So, I have one app on my phone; Email.
The woman next to me on the bus, who I've subconsciously named Pythia, shifts, her shoulder pressing against mine for a moment before she pulls away with a subtle grimace.The feeling is mutual, babes. Bad luck is a communicable disease on this side of town, and Pythia definitely has it in spades.
The driver's voice crackles over the PA. “Sorry folks, it doesn’t look like we're going anywhere for a while.”
Jesus, Mary, and Joseph, is this man glitching or something?I look at him through the rearview mirror again and watch him lower his forehead to the wheel as if the morning has finally broken him.
Enough.
I pull my faux Chloé Marcie onto my lap, stand, and edge into the aisle. Every shuffled foot and stray tote feels like a lifetime of permission slips I've waited for. Throughout my life, it was always someone else deciding when I was allowed to move or speak. Not today. If the nuns were right and the Devil is the one who always whispers “rebellion,” then fine;I'm fucking listening, Satan.I want that promotion. I want to have enough money to be in control of my life, and I’m not just going to sit on this bus and let that opportunity pass me by without at least trying.
When I reach the front of the bus, I rap on the scratched plexiglass of the driver's box. “Could you pop the door?”
The driver barely lifts his head. “Lady, we're stuck in gridlock.”
“We're parked,” I point out. “And so are all the cars around us.”
He gestures toward the CCTV above the door. “Cameras. If I open up, I could lose my job.”
I tap the glass again, harder this time, and fish out everything in my wallet; two fives, a single, and a fistful of nickels. I slide the bundle under the window. “It's all I have. Please, I can't be late for work. Not today.”
The scent of paper and metal does what empathy couldn't. He studies me, studies the money, pockets it with a heavy hand, and then sighs and pulls the release. The bus doors wheeze apart, and I bolt like my life depends on it.
My overworked black heels pound against the pavement as I run, each step a declaration:I will not be passed over for this promotion.I feel like I’m running from invisibility. Ever since I read my file, specifically the checked boxes: NO CONTACT, I have let those two words define me.
But something changed me on that bus. Maybe it was the combination of everyone else just sitting there and Cal’s passive-aggressive text. I don’t know. I feel different somehow. I am awake now, and I realize I have a choice. I am not my parents’ mistake. I’m not invisible.
It's not long before I discover what held us all up. A serious accident between three cars is sprawled across the road. Twisted metal, emergency vehicles, and police officers are all on the scene. I give the wreckage a wide berth, but find myself slowing, unable to look away as I get closer.
I know it's terrible to stare at someone else's misfortune. Basic human decency says to avert your eyes and respect their pain, but I can't. In moments like these, I always wonder if God really exists. Sister Agnes said doubt made me a temptress for the Devil, but if that’s true, the Devil has been ignoring me for years.
As I pass the accident, I notice two body bags on stretchers. Black cocoons that signal life's abrupt end. A common enough sight when you live in the poorer areas of the city. I look for any sign of a soul leaving their body or an angel in the background securing their way to Heaven. I see neither—just the overworked first responders. There’s not even a stray angel feather.
Once I'm past the emergency vehicles, I begin running again, and I reach the next bus stop just as a replacement vehicle pulls up.A small mercy in an unmerciful morning. I board and slam my transit card down with more force than necessary, making the reader beep twice.
The driver doesn't even glance up. Passengers running onto buses and slamming down their cards the way people used to hang up the phone on each other in old movies must happen all the time on his eight-hour shift.So who is the NPC here?Me or him? Or all of us who live like this, working so hard just to live hand-to-mouth existences?
I take a seat as the bus starts moving and carefully type a new message to Cal:
I still want to be considered for the promotion. On my way now.
“Please, please, please don't give it to anyone else,” I say while I hit send.
The bubble hangs on the screen. One grey check, delivered, and ignored. My pulse races while the second check refuses to appear.
No reply.
Shit.
When the replacement bus reaches my stop, I burst through the doors and run like I'm being pursued by everything I'm trying to escape; my lack of parents, my lack of friends, my lack of belonging. I’m running so fast it’s like I’m being chased by everything I’ve spent my life trying to outrun.
I sprint three blocks to the hotel's service alley. The two guards in dark uniforms barely get a breathless, “Good morning,” from me as I swipe my badge through the scanner. The two seconds it takes for the doors to open seem like an eternity. When the panel finally flashes green and the metal doors part, I run into a world of luxury most people never see.
I walk as quickly as I can until I reach the staff room, every step echoing with the same silent chant:
Please God, don't let me be too late.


What is required:
Filter the entries, keeping every line with the word "high".

[Figure content listings]
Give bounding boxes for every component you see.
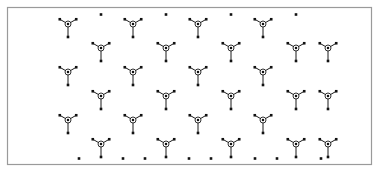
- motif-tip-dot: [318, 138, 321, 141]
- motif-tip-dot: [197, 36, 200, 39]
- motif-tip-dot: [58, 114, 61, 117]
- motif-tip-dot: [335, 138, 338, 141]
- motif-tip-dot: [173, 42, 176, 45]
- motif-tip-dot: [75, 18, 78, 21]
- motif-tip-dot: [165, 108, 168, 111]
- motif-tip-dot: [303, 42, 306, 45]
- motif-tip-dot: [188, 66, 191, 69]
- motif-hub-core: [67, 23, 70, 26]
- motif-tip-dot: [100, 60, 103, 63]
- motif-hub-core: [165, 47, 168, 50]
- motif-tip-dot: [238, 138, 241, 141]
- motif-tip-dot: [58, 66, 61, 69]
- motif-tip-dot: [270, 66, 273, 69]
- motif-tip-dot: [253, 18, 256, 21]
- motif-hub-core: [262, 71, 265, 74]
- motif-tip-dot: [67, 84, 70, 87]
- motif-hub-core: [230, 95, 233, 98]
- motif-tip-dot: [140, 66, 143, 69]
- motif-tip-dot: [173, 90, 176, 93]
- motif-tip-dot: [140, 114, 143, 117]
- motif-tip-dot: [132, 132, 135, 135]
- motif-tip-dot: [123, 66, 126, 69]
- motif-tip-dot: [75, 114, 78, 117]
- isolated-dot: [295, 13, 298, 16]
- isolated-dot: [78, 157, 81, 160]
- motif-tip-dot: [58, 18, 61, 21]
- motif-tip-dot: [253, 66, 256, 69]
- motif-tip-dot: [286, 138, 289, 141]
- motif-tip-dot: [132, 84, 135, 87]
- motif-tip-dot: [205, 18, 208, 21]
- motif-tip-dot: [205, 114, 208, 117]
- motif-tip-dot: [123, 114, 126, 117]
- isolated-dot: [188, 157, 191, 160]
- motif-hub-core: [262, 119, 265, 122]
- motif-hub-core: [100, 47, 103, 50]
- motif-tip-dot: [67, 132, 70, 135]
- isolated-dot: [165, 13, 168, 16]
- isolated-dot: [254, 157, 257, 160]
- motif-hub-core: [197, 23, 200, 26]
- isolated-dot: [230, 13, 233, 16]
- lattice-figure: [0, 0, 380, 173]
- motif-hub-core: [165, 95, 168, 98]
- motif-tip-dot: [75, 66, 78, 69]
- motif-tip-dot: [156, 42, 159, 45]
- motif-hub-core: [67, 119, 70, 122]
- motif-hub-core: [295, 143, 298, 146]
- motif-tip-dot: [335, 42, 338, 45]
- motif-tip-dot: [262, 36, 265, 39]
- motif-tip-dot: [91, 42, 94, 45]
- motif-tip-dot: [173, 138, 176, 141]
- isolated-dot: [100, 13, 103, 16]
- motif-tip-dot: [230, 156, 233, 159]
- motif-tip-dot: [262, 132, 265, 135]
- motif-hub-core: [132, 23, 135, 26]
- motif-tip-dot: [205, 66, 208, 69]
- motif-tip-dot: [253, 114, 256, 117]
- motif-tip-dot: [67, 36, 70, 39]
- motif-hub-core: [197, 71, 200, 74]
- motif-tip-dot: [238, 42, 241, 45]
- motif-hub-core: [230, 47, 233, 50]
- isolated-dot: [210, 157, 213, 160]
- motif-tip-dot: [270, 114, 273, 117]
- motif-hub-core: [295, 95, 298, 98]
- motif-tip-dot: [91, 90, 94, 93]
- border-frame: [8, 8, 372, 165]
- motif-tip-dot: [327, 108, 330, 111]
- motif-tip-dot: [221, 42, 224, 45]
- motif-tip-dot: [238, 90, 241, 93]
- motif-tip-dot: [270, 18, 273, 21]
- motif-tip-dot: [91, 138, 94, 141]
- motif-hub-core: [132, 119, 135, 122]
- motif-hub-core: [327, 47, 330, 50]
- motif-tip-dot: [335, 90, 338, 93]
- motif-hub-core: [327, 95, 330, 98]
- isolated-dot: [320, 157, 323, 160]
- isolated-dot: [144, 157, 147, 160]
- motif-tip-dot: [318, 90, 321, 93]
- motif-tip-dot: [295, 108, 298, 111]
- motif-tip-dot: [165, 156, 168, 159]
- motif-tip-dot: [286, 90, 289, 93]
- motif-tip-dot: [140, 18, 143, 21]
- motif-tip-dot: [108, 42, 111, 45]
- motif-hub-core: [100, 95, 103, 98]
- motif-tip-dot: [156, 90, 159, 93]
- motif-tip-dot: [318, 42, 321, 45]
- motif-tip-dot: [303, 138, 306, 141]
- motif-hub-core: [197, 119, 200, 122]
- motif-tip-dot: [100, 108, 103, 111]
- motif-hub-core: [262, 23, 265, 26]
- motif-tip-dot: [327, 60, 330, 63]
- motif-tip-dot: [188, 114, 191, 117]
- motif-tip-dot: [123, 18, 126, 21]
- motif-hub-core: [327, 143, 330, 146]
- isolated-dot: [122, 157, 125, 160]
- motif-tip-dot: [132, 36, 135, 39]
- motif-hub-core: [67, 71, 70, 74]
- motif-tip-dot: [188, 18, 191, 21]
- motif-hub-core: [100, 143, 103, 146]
==
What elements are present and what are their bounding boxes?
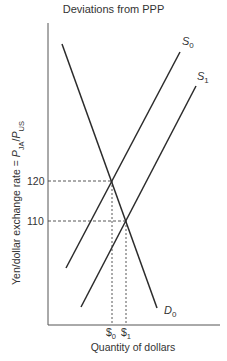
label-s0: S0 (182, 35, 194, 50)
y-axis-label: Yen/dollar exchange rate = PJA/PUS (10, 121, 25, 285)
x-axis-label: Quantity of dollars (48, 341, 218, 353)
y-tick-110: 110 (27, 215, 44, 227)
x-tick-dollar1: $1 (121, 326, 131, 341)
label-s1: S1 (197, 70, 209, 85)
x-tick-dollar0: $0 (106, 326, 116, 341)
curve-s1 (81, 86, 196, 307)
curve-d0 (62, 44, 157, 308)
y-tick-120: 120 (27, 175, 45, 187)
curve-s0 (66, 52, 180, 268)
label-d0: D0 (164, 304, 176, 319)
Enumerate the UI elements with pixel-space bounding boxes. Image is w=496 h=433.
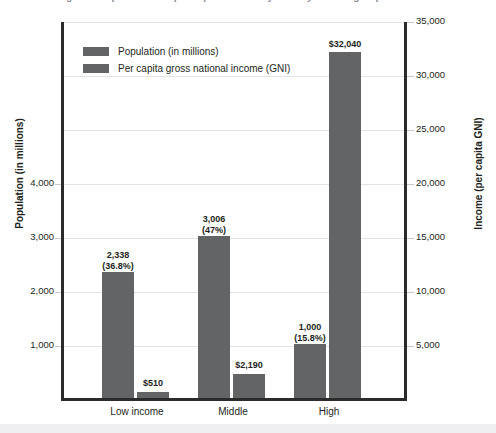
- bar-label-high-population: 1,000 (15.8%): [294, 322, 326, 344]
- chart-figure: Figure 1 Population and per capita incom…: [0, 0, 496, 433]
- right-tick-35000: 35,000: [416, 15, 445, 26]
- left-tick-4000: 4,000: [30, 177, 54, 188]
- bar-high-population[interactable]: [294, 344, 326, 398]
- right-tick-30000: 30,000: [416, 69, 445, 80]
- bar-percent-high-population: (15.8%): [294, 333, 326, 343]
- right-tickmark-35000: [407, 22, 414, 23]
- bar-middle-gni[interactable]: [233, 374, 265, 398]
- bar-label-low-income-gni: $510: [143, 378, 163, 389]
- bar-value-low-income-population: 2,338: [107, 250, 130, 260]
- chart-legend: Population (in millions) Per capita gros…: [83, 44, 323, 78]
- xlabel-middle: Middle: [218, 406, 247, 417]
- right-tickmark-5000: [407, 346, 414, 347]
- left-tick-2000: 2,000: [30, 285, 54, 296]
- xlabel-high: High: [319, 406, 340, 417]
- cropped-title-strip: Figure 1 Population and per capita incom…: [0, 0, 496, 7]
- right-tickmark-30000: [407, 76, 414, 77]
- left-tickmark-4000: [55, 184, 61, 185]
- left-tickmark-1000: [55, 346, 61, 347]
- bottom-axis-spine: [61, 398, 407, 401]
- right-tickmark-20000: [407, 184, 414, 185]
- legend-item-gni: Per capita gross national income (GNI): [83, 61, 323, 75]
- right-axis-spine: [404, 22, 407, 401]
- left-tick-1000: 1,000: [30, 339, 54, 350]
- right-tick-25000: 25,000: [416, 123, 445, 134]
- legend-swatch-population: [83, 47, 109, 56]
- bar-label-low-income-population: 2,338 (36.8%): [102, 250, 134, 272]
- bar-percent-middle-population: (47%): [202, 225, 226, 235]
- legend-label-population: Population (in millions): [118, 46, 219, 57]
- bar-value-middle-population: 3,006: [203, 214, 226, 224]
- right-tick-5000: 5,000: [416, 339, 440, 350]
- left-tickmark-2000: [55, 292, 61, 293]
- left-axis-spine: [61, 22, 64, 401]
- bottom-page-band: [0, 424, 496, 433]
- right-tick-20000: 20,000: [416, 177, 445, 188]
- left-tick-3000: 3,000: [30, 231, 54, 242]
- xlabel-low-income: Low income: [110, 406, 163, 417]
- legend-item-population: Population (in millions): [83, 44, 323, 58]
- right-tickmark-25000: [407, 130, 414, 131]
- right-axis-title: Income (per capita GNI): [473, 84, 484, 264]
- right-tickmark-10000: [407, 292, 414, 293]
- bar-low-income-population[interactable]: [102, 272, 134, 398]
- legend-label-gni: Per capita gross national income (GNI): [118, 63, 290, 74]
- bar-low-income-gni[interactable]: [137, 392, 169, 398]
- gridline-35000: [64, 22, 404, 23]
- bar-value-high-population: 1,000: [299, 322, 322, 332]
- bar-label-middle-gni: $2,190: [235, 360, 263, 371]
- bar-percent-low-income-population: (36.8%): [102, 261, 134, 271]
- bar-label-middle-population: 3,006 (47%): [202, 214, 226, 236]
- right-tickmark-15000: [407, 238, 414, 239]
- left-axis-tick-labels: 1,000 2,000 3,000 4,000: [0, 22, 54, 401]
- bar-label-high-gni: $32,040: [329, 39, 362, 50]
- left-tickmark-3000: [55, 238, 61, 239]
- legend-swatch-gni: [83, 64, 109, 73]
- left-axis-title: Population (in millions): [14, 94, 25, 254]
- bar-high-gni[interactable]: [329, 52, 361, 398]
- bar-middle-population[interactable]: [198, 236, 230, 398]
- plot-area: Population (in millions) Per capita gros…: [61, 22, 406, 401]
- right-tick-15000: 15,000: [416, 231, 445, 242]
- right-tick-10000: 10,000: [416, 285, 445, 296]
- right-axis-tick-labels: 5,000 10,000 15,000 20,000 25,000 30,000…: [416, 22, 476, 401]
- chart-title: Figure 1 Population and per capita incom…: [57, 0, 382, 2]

Response to the task:
- bar-label-high-population: 1,000 (15.8%): [294, 322, 326, 344]
- bar-high-population[interactable]: [294, 344, 326, 398]
- bar-percent-high-population: (15.8%): [294, 333, 326, 343]
- xlabel-high: High: [319, 406, 340, 417]
- bar-value-high-population: 1,000: [299, 322, 322, 332]
- bar-label-high-gni: $32,040: [329, 39, 362, 50]
- bar-high-gni[interactable]: [329, 52, 361, 398]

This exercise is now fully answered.